2015 GSA Annual Meeting in Baltimore, Maryland, USA (1-4 November 2015)

Paper No. 40-11
Presentation Time: 9:00 AM-5:30 PM

PELAGIC DYNAMICS IN A STABLE, WARM CLIMATE STATE: INSIGHTS FROM THE MIDDLE EOCENE


ABSTRACT WITHDRAWN
Extreme climate events of the Cenozoic (e.g. PETM, EECO, E/O-boundary) have been linked to extinctions, radiations, biotic turnovers, and abundance changes in marine and terrestrial settings. However, relatively little effort has gone into characterizing short-and long-term ecosystem variability during the in-between times making it surprisingly difficult to say how unusual these changes are relative to background ecosystem dynamics. As such, resolved baselines of ecosystem dynamics are critically needed, particularly in stable (and warm) climate states of the Early Cenozoic and in deeper time intervals.

Here we present high resolution biogenic opal and carbonate accumulation records documenting pelagic ecosystem dynamics during a relative stable 2 Myr interval of the middle Eocene (~42-44 Ma; North Atlantic IODP Site U1408; 41°26.30’N 49°47.15’W, ~3022 m; 32°N paleolatitude). Two primary factors affect each record: the standing population size and flux of biomineralizing taxa to the deep sea (silica: primarily radiolarians and diatoms; carbonate: primarily nannoplankton and planktic foraminifera) and sedimentary preservation potential. In our records, biogenic carbonate and opal accumulation rates are tracking obliquity-dominated cyclicity as expressed in the complementary high-resolution (~2 kyr) benthic and bulk stable isotope (δ13C/δ18O) records, but are anti-correlated. Biogenic opal variability is dampened as compared to the carbonate record, suggesting a stronger response of marine calcifiers to the regional expression of orbital forcing.

On the long-term, we observe an increase in the calcifier/silicifier ratio in relation to long-term bottom water cooling (~0.6 ‰ δ18O-equivalent) leading towards the Carbonate Accumulation Event 3 (CAE-3). Similar long-term patterns in biogenic sedimentation are observed in published opal-dominated Equatorial Pacific records suggesting a certain degree of homogeneity in global pelagic dynamics during background conditions, in contrast to the geographic heterogeneity of ecological change often observed during extreme events.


Your task
Filter this listing down to the lines that contain the word "perform", and copy them.

Entries supplied section start

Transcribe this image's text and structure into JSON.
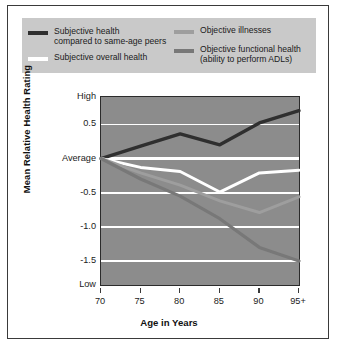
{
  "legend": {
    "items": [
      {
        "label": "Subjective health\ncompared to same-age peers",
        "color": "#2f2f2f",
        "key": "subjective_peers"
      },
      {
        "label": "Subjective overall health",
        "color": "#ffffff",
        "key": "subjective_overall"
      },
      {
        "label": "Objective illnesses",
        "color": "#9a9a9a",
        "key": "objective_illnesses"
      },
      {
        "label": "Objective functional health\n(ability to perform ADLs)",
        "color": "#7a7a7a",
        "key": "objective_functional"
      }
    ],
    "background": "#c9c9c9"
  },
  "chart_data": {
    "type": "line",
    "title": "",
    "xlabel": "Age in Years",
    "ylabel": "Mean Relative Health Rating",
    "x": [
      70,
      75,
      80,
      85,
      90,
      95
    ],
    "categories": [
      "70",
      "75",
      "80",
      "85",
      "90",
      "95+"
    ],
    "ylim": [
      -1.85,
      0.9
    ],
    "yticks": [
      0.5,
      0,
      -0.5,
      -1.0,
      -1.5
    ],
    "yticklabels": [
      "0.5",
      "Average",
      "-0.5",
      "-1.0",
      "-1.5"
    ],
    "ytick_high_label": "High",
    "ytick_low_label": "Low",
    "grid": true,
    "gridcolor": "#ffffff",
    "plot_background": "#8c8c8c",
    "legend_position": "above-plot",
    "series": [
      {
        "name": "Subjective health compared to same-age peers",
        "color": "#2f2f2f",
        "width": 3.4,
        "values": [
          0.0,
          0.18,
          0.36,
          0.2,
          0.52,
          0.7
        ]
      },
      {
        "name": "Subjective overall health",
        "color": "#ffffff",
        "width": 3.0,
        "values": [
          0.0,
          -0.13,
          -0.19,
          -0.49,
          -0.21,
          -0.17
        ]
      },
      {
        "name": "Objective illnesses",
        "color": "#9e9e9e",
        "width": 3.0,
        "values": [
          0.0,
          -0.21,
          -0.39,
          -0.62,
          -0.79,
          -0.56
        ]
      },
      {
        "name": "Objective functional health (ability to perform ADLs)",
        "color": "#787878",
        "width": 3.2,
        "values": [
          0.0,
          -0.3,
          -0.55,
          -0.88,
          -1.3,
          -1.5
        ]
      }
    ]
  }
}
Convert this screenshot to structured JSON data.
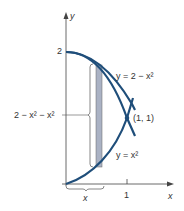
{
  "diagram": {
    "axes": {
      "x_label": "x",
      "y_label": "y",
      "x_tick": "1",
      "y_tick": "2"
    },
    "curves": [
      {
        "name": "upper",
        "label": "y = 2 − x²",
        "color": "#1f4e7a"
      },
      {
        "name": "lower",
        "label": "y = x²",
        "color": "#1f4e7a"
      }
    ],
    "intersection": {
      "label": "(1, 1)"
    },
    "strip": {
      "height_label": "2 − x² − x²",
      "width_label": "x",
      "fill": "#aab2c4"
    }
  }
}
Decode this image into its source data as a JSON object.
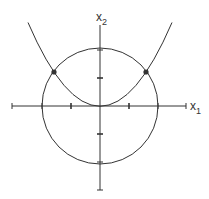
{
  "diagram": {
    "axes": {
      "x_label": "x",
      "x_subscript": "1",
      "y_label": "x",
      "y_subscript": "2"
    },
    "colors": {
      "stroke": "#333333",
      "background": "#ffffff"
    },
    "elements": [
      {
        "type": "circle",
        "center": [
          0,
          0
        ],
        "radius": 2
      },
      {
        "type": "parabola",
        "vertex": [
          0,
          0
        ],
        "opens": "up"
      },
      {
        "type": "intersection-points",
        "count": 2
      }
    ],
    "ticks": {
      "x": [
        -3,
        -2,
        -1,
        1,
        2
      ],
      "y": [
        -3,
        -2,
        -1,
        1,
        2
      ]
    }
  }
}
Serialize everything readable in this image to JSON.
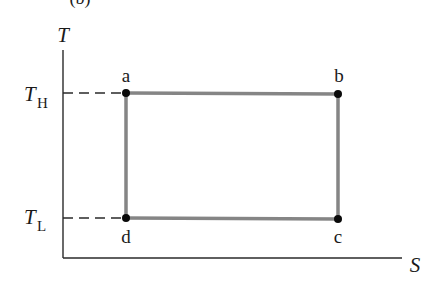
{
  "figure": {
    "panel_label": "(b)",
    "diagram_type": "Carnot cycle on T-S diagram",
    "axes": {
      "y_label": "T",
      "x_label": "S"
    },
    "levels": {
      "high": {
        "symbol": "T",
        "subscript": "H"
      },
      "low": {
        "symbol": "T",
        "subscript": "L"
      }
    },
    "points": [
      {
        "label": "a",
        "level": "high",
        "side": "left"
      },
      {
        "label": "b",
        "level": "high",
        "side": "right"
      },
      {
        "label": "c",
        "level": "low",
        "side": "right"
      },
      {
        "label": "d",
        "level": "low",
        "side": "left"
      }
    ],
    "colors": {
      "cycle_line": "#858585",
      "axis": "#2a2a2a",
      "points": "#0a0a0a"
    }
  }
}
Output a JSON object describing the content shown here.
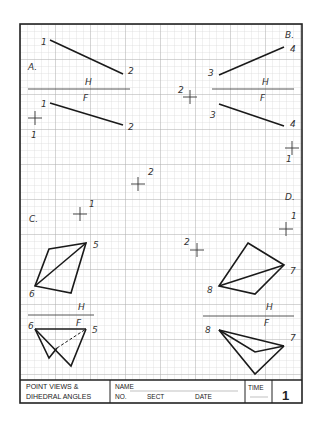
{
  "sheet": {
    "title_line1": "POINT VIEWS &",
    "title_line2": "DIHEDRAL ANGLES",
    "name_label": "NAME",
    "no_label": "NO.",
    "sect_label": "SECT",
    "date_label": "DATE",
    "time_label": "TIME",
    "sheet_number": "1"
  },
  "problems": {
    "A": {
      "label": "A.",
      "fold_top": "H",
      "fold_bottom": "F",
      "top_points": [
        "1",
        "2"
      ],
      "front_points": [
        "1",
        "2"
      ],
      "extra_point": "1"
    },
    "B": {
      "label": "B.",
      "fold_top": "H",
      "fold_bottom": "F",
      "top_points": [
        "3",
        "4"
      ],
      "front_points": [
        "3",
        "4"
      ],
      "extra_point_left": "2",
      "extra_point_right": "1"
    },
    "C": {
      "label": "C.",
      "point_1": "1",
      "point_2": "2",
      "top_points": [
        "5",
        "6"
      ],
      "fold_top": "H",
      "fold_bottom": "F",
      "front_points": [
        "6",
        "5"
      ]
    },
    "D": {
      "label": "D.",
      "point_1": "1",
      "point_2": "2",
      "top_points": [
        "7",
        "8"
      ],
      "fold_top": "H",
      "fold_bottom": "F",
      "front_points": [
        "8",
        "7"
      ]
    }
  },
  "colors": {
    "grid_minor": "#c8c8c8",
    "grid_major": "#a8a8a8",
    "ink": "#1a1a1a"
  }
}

Entries supplied section end
Entries supplied section start

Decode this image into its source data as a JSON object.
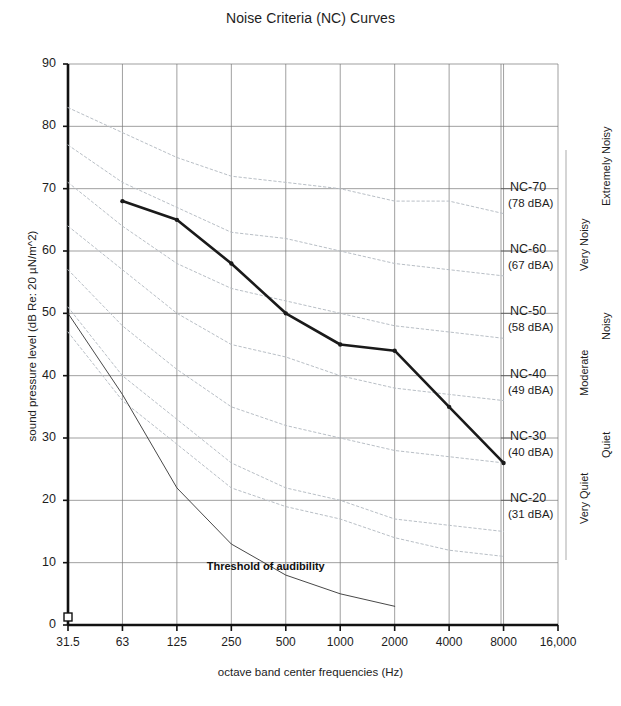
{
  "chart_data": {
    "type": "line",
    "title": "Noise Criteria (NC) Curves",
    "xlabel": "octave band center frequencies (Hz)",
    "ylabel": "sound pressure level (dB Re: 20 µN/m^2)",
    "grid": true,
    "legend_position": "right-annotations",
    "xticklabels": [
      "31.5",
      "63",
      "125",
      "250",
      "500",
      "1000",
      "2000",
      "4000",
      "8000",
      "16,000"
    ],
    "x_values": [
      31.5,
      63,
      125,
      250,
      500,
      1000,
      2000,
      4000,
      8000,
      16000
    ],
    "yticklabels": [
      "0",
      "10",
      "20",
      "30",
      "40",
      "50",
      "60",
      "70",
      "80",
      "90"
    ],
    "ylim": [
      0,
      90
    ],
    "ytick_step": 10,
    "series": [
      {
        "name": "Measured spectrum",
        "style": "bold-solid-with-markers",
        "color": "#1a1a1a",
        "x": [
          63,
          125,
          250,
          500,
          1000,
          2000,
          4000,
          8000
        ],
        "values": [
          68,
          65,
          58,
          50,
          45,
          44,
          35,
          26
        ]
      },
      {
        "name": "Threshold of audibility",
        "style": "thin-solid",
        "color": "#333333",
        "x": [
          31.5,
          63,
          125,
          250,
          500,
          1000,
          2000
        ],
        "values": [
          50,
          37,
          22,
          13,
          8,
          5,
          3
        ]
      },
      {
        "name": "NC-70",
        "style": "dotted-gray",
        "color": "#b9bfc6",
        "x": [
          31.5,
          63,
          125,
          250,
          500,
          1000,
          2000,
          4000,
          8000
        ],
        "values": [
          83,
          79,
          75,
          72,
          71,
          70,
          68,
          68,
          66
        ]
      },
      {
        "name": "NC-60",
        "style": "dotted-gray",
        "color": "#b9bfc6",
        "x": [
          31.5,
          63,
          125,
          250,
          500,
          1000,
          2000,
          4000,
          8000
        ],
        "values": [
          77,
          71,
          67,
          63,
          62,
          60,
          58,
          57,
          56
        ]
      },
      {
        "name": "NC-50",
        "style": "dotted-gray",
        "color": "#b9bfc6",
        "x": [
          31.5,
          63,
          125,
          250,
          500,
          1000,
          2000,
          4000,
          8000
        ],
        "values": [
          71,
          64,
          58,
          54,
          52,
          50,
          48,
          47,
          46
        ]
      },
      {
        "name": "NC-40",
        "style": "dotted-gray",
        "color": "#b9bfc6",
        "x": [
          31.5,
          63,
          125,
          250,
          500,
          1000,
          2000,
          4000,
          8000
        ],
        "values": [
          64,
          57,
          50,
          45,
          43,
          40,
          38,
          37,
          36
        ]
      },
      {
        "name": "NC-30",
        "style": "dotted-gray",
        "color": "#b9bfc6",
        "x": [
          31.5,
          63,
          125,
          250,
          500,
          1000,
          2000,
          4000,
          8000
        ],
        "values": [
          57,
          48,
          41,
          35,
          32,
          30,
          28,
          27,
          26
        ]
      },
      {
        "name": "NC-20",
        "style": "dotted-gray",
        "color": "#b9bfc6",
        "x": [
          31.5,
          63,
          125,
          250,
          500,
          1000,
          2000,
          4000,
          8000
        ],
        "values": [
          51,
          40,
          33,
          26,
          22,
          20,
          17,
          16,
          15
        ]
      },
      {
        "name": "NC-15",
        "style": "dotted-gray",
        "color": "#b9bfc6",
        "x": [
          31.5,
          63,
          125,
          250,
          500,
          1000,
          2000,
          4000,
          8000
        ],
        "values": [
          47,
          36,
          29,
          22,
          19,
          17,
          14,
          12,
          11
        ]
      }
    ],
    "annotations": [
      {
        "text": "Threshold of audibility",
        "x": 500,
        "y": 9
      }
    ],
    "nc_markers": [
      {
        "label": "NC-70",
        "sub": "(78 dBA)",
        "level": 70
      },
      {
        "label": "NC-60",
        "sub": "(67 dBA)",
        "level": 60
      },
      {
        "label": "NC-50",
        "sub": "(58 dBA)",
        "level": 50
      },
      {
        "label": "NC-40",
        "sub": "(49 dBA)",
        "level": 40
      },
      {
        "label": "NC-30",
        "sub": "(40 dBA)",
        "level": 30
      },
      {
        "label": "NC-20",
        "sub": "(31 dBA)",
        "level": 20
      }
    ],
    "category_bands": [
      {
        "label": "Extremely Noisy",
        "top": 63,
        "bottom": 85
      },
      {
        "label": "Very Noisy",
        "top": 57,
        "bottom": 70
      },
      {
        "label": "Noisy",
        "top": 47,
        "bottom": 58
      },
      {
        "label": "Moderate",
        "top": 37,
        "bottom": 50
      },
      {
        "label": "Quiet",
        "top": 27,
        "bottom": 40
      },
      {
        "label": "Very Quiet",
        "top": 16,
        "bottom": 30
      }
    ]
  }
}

Entries supplied section end
Entries supplied section start

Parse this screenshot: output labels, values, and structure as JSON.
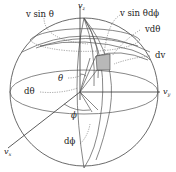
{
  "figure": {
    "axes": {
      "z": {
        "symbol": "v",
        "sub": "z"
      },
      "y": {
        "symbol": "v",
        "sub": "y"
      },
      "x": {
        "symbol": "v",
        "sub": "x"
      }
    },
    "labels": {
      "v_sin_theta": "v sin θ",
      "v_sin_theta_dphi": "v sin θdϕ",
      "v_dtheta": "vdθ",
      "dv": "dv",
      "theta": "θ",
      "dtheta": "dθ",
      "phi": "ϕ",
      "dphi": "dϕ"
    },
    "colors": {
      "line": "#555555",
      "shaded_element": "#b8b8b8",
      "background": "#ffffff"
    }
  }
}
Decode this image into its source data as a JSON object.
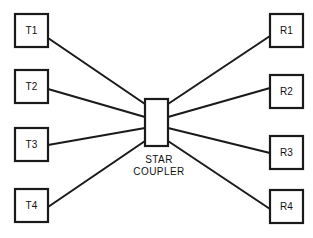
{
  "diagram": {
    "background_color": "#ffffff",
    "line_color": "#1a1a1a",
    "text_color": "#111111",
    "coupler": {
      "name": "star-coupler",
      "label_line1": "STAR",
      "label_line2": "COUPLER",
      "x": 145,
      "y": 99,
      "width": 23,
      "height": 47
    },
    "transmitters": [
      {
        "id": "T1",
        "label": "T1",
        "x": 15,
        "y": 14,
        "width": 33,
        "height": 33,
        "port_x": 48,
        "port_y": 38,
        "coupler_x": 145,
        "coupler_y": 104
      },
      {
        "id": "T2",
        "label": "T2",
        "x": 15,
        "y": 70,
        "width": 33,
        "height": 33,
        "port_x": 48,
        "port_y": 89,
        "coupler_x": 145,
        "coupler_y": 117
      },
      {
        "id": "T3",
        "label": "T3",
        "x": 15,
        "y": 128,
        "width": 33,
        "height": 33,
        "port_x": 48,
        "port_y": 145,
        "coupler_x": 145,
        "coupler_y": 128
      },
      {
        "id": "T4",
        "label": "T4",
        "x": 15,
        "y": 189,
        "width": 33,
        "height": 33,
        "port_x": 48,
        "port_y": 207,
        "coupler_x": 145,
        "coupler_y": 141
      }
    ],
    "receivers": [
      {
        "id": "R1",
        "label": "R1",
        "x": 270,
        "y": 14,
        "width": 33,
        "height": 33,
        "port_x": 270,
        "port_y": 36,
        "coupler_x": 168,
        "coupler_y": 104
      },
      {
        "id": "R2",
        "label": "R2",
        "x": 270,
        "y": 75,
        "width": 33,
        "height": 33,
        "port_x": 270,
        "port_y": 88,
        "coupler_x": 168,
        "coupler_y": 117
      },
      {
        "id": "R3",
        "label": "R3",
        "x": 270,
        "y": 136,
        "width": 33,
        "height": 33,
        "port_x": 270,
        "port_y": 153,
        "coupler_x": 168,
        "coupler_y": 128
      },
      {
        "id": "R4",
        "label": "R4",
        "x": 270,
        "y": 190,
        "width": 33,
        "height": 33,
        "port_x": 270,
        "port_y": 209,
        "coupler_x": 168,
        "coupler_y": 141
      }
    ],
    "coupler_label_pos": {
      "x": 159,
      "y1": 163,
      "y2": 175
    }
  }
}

Entries supplied section end

Answer to this exercise
        "label": "Objective functional health\n(ability to perform ADLs)",
        "name": "Objective functional health (ability to perform ADLs)",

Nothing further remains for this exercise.